You say tomato

When is tomato ketchup not tomato ketchup? Or should the question be: where is tomato ketchup not tomato ketchup?

The answer to the second question is: in Israel, where the health ministry has ruled that Heinz Tomato Ketchup must now be referred to as “Tomato Seasoning”.

This comes as a result of a complaint by Osem, manufacturers of a rival product. Apparently the Heinz product, which is known and used worldwide, has only 21 per cent tomato concentrate, while Israel’s law requires ketchup to have 41 per cent. Exactly what’s in the other 59 to 79 per cent, I do not know (or care to ask).

This storm in a sauce bottle is not unique. In Queensland, Australia, where I grew up, peanut butter was long known as peanut paste because the dairy lobby convinced the government of the time that the use of the word “butter” was misleading since the product did not contain butter. (This notwithstanding, peanut butter with butter is a taste sensation.)

For some reason Oil of Olay used to known in Australia as Oil of Ulan; and chocolate lovers in Britain long resisted the renaming of the Marathon bar to Snickers, even though it was an identical product.

The Brits also objected to having to refer to the cleaning product they knew as Jif (which made sense in English) as Cif (which didn’t), because that was the name used across Europe.

Does a name make a difference? I’d like to think it does — especially when it evokes a memory or other sensory experience.

But maybe I’m just old fashioned in that way.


What needs to be done: Write out the data exactly from its first line onward, ending with the line in which "Image resolution: width=1407" appears.

[Stored records]

────

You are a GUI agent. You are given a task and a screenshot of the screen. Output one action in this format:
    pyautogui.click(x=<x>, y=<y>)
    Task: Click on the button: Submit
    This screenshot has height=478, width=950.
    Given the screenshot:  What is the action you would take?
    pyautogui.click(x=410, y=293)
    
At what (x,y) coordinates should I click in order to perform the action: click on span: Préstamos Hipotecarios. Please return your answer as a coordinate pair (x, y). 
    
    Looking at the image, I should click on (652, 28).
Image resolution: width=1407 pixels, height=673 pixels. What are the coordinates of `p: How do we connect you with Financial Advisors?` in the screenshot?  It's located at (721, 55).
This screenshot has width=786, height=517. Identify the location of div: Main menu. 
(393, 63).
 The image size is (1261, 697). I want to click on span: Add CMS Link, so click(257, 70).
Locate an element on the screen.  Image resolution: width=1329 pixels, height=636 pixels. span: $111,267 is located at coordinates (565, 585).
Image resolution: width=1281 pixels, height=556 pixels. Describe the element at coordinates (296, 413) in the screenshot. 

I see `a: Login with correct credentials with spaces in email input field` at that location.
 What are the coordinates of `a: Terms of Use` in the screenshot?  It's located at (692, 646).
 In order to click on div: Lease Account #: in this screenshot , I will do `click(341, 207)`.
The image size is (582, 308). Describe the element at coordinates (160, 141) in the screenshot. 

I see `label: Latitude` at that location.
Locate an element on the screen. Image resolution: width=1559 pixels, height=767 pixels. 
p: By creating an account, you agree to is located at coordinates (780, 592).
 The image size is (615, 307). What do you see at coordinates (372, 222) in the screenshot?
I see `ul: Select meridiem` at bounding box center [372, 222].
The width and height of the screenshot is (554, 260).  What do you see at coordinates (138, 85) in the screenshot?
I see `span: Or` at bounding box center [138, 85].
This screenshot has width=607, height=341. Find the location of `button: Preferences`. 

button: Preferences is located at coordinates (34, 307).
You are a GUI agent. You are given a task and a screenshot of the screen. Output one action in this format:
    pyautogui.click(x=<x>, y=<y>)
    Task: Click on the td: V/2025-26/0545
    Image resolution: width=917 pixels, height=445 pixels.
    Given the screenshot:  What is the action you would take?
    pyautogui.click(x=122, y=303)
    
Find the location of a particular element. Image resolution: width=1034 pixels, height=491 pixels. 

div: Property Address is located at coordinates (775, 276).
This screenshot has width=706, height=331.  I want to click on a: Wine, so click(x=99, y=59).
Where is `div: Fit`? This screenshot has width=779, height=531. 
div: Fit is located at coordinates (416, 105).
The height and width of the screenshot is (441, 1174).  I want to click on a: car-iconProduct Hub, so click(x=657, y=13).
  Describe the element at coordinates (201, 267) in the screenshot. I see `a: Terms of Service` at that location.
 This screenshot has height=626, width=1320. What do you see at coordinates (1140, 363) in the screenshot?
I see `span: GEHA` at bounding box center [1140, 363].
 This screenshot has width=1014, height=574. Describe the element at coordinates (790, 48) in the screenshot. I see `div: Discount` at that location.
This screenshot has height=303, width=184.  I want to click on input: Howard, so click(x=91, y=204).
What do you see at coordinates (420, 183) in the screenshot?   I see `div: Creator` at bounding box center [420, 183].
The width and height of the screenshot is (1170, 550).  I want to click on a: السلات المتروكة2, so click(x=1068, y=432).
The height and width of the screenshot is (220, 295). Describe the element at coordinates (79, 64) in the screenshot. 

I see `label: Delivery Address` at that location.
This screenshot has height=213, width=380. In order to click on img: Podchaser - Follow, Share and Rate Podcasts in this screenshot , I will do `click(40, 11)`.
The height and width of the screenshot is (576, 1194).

────

Result:
You are a GUI agent. You are given a task and a screenshot of the screen. Output one action in this format:
    pyautogui.click(x=<x>, y=<y>)
    Task: Click on the button: Submit
    This screenshot has height=478, width=950.
    Given the screenshot:  What is the action you would take?
    pyautogui.click(x=410, y=293)
    
At what (x,y) coordinates should I click in order to perform the action: click on span: Préstamos Hipotecarios. Please return your answer as a coordinate pair (x, y). 
    
    Looking at the image, I should click on (652, 28).
Image resolution: width=1407 pixels, height=673 pixels. What are the coordinates of `p: How do we connect you with Financial Advisors?` in the screenshot?  It's located at (721, 55).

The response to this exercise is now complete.